Is a self-discovering AI taxonomy a reality for revenue enablement tools? I dont think so, but I believe the industry is heading in that direction. We definitely need the functionality, because too many B2B enablement tech deployments still resemble buying a Maserati only to drive it on Sunday mornings. (Think of the 45% in the best-guess, not-research visual below.)

Utilization of Revenue Enablement Platforms

The core mainstream value of revenue enablement platforms (REPs) lies in surfacing the what to show and what to know assets for sellers at each inflection point in the buyers journey. Every time the CRM-housed sales opportunity evolves whether through todays manual updates or tomorrows automated capture enablement teams should push recommended selling and learning artifacts to sellers. For example, when a rep updates a CRM record for a financial services prospect from 10% to 40% likelihood, the REP should immediately present them with selling and learning assets that are proven (or believed) to be effective for opportunities with those new attributes, for that particular flavor of buyer. Currently, we see only half of REP owners doing this (the 50% pie slice).

This approach is essential and provides two crucial benefits: (A) Reps spend less time searching for resources because the content they need appears directly in the workflow and (B) by providing core support in the context of sellers’ deals rather than at their own convenience, enablement should enjoy better adoption, reputation, and linkage to hardcore revenue outcomes.

REPs have offered this capability for years. Without sufficient investment in fine-tuning and scaling accuracy, however, these platforms often overwhelm sellers with more information than they can reasonably process. The issue lies in the fact that standing up a properly CRM-integrated revenue enablement platform remains a heavy lift. Most B2B sales organizations manage hundreds or thousands of buyer-facing and seller-supporting assets. Manually tagging each one with buyer persona, industry, journey stage, and product offering is at odds with the original idea of saving resource costs by automating the provision of selling and learning artifacts to reps at precisely their moment of need. Many REP buyers mistakenly believe they’ve purchased a plug-and-play solution and fail to account for the resources necessary to effectively position and maintain the tool. And let’s be honest, the temptation for vendors to sell that concept is a powerful siren among vendors.

The real gap lies primarily in the taxonomy work — all the content tagging — that enablement teams can perform but often lack the resources to execute at scale. This is where the promise of generative AI comes into play. Imagine directing a large language model across the entire enablement ecosystem — buyer-facing assets, seller-supporting learning and development pathways and courseware, win/loss analytics, rep performance metrics, and more — and instructing it to discover and tag thousands of items based on the variables mentioned above. Once the results pass human oversight and stress-testing, each artifact could be linked to dozens, or even thousands, of predictable outcomes that are likely to occur in the CRM workflow, per the example provided.

To our knowledge, no major REP solution today, nor the dozens of AI-native startups we’ve reviewed, yet provides this true, self-discovering AI taxonomy capability. It’s likely to happen before long and will be a game-changer with ramifications far beyond the initial impact. When, not if, a provider brings this capability to market, the remaining 5% of the graphic — a tiny minority of REP users whose platform self-educates regarding which assets link to positive and negative deal outcomes, truly leveraging machine learning — may eventually become the norm.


### [What is required]
Repeat each entry exactly. Drop every image.

### [Data to process]
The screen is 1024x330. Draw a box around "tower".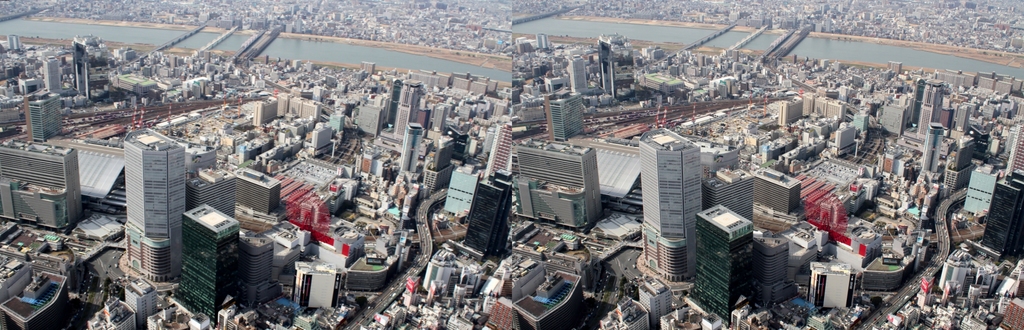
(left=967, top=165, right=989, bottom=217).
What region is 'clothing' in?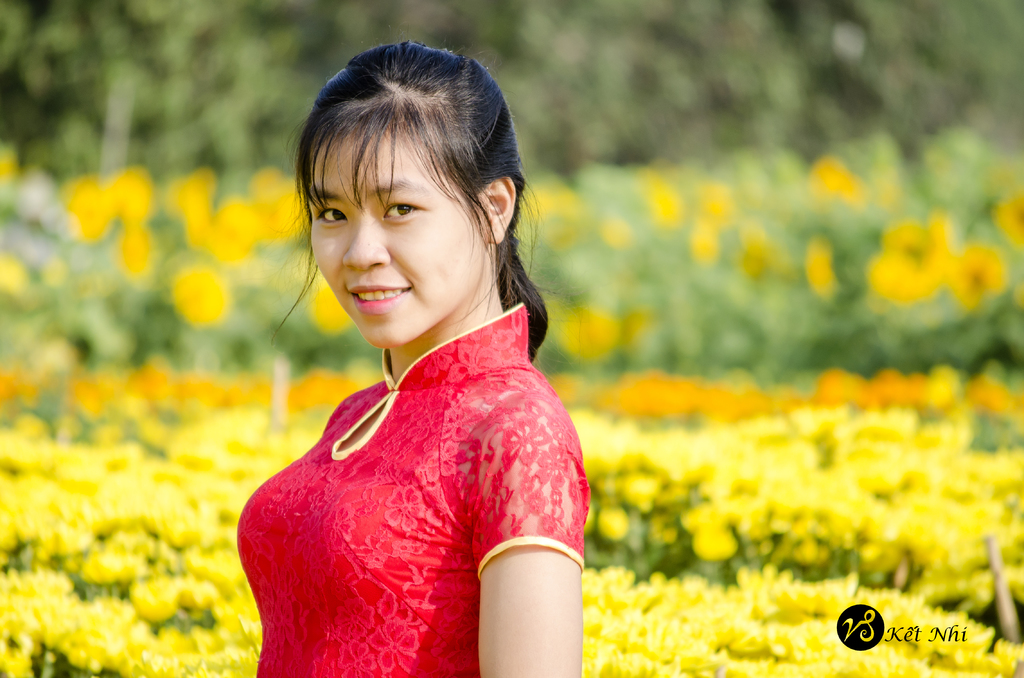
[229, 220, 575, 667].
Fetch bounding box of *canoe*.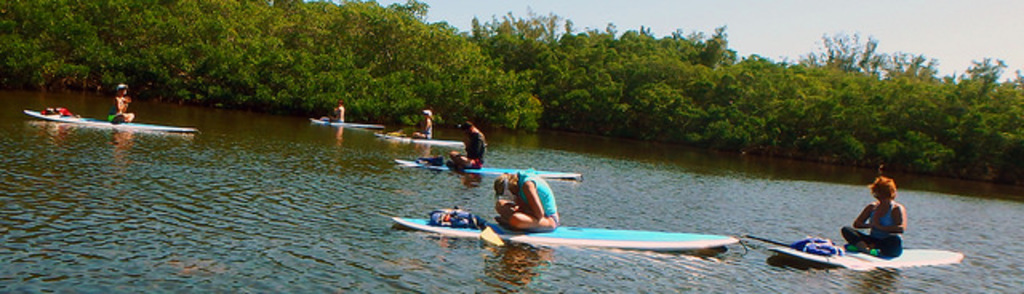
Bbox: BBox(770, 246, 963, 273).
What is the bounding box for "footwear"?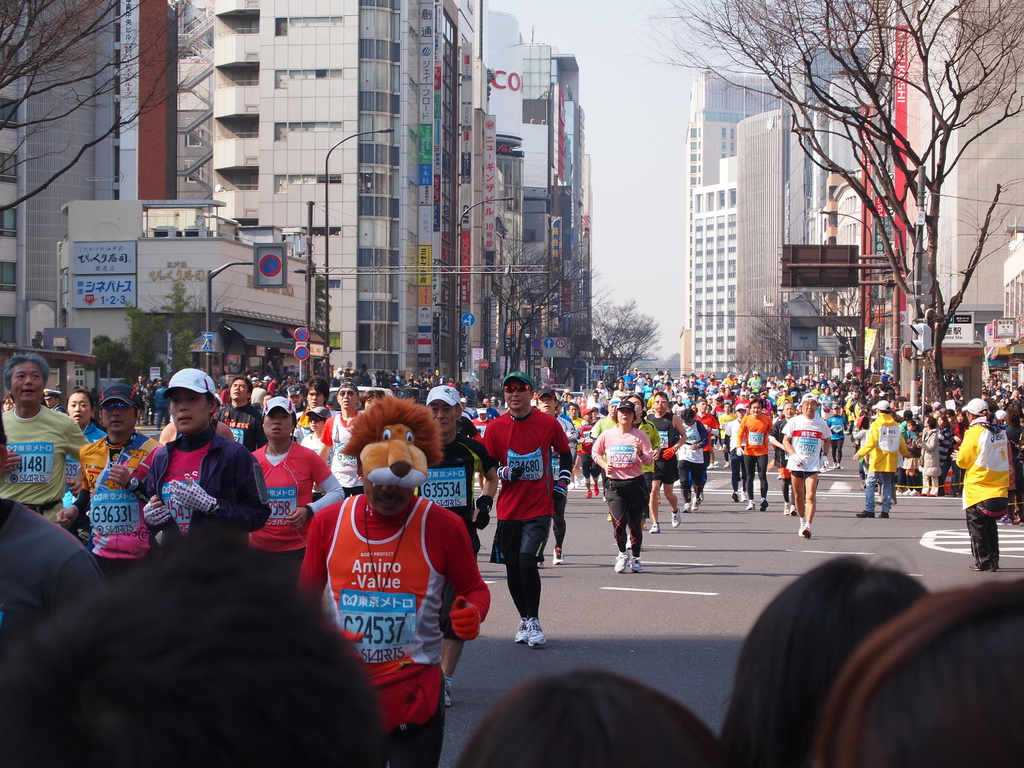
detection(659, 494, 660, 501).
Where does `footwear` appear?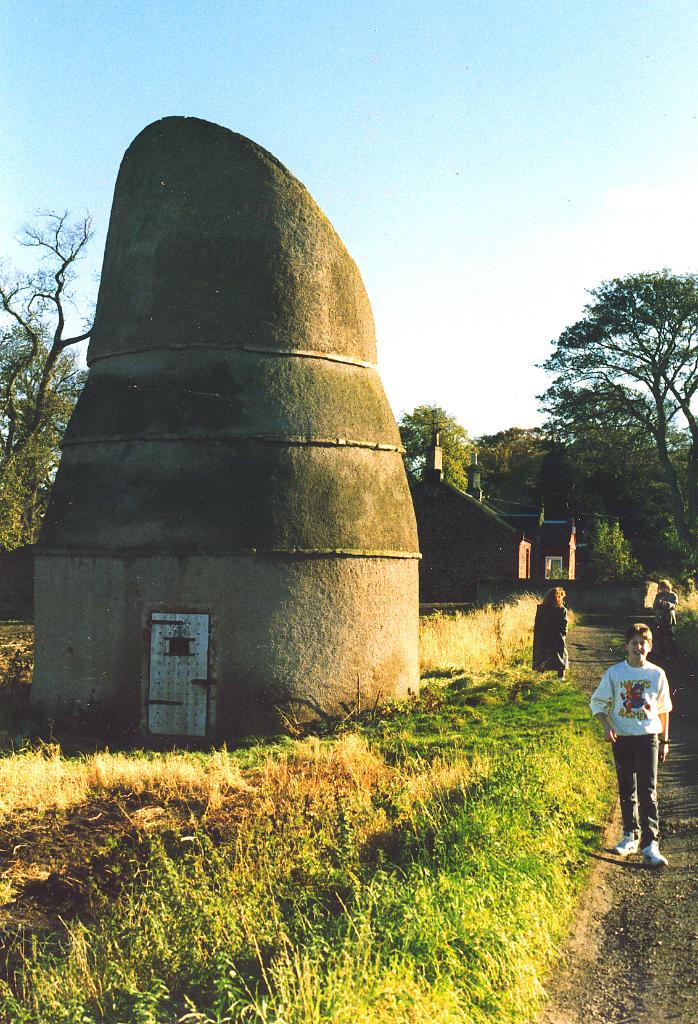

### [Result of this exercise]
The screen is 1024x330. Draw a box around "tower".
(left=967, top=165, right=989, bottom=217).
What region is 'clothing' in?
[229, 220, 575, 667].
Fetch bounding box of *canoe*.
Bbox: BBox(770, 246, 963, 273).
What is the bounding box for "footwear"?
detection(659, 494, 660, 501).
Where does `footwear` appear?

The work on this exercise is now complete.